97. For a detailed analysis of the ICI see Ellen Laipson, Emile El-Hokayem, Amy Buenning
Sturm, and Wael Alzayat, eds., Security Reform in the Gulf (Washington, DC: Henry L.
Stimson Center, 2006), available at www.stimson.org. This study was a joint project of the
Henry L. Stimson Center and the US Army's Dwight D. Eisenhower National Security Series.

98. For details of Turkey-Iran relations during this period see Olson, Turkey-Iran Relations.
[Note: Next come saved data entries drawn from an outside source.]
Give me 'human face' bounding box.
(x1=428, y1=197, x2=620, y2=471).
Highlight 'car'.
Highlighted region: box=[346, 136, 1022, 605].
99. This was only the second time in the history between the two countries that Turkey had
expelled Iran's ambassador. Turkey expelled Iran's ambassador in 1927 due to differences
with Iran over the activities of the Kurdish leader in Iran, Simko Agha. For details of the
expulsion see, Robert Olson, The Kurdish Question and Turkish-Iranian Relations: from
World War I to 1998 (Costa Mesa, Calif.: Mazda, 1998), 22.
100. Olson, Turkey-Iran Relations, 148.
101. I am aware, of course, that the Treaty of Qasr-i Shirin did not end war or conflict
between the Ottoman and Safavid, Nasirid, and Qajar dynasties, as most textbooks on the
Middle East make clear. What I stress here is that Qasr-i Shirin continued to have diplomatic
and political relevancy by providing a commonly understood diplomatic discourse with which
both parties could refer in commencing diplomatic negotiations over disputed issues.
102. Hurriyet, 14 May 2006, 6, 12.
103. Hurriyet, 14 May 2006.
104. Hurriyet, 8 May 2006.
105. Hurriyet, 23 May 2006.
106. Hurriyet, 16 May 2006.
107. In this matter I differ from the International Crisis Group's analysis that a Kurdish
declaration of independence or a direct takeover of the oil fields of Kirkuk (at-Tamim)
province would necessarily lead to a full-scale invasion of Iraq by Turkey. See Joost R.
Hiltermann, "How to Tackle the Kirkuk Question," in the forthcoming proceedings of the
conference, "Iraq: Preventing Another Generation of Conflict."